The American photographer and conceptual artist makes ‘large-scale nudes’ – installations featuring naked people en masse as a symbol of protest. Protesting affronts to civil rights, political corruption, and social and environmental issues. And clothes. Tunick set one of his installation/photography pieces at the Sydney Opera House with over 5,000 participants, but his most epic shoot to date was in 2007 where 18,000 people posed for him in Mexico City.

Mexico City 4 (Zócalo, MUCA/UNAM) 2007 by Spencer Tunick (Edition of 3)

MAURICE KOECHLIN, EMILE NOUGUIER “LA TOUR EIFFEL”
While the Tower is named after the man whose engineering company designed and constructed it, it was Koechlin and Nouguier who came up with the design of this truly iconic structure. The structure has no practical purpose and exists solely for aesthetic purposes – as well as provide a delightful vista of Paris – so it should fit under the Public Art category. It took two years to build the three-level monument featuring trussed metal lattice work along four sides. According to an episode of Sex And The City some French people think it’s a eyesore but they’re out of their minds. The Eiffel Tower is an extraordinary marriage of architecture and engineering and stands as the most-visited paid monument in the world. So in your face, Aleksandr Petrovsky’s daughter.

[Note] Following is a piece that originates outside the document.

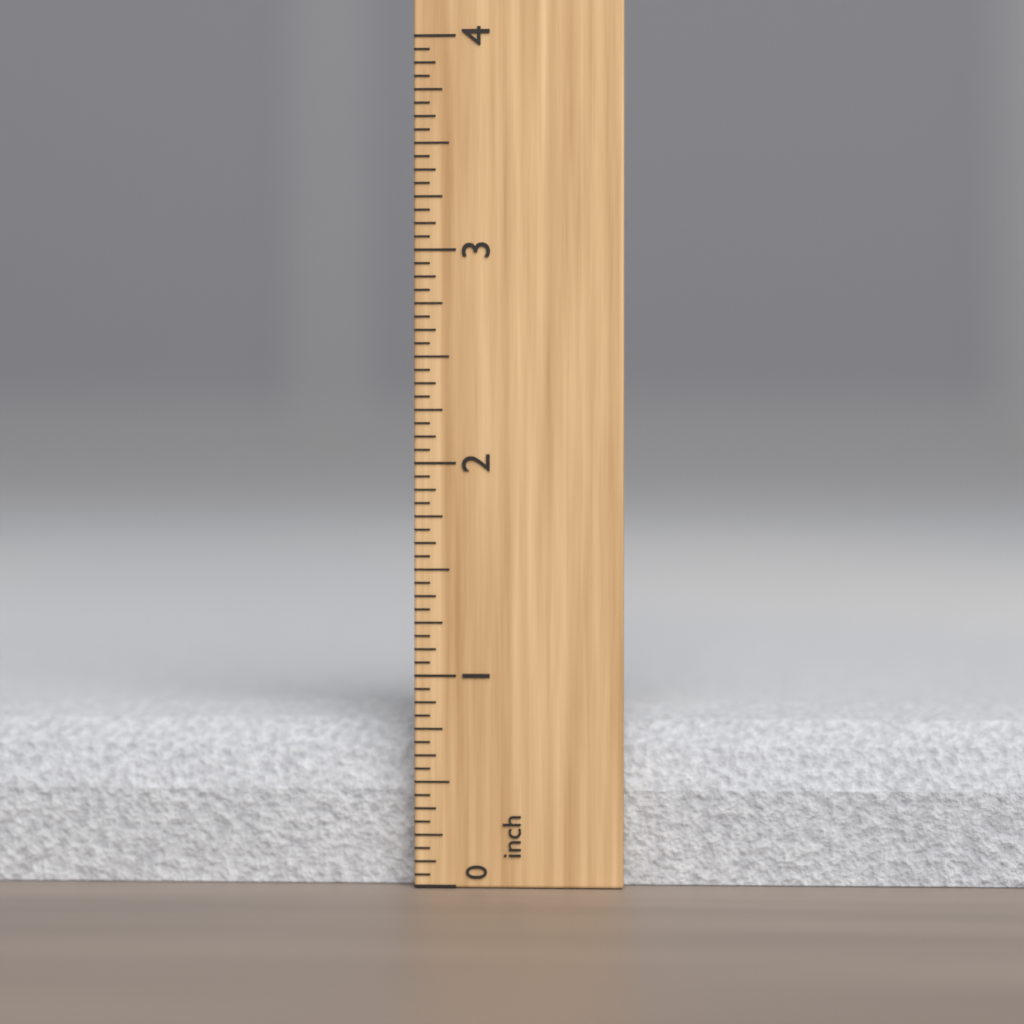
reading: 0.8125 inch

Photo by Joel Saget for AFP via Getty Images

KEITH HARING “CRACK IS WACK”

When the crack epidemic hit New York City in the mid-Eighties the wonderful one-of-a-kind cartoonist and multi-discipline artist Keith Haring painted this mural as a warning – without the behest or permission of the City – coining an oft-repeated phrase and giving a handball court at 128th Street and 2nd Avenue landmark status. Haring’s work, painted in 1986, was restored in 2007, and has been listed under the protection and jurisdiction of the City Department of Parks.

Have we left anything off the list? Share your suggestions in the comment section.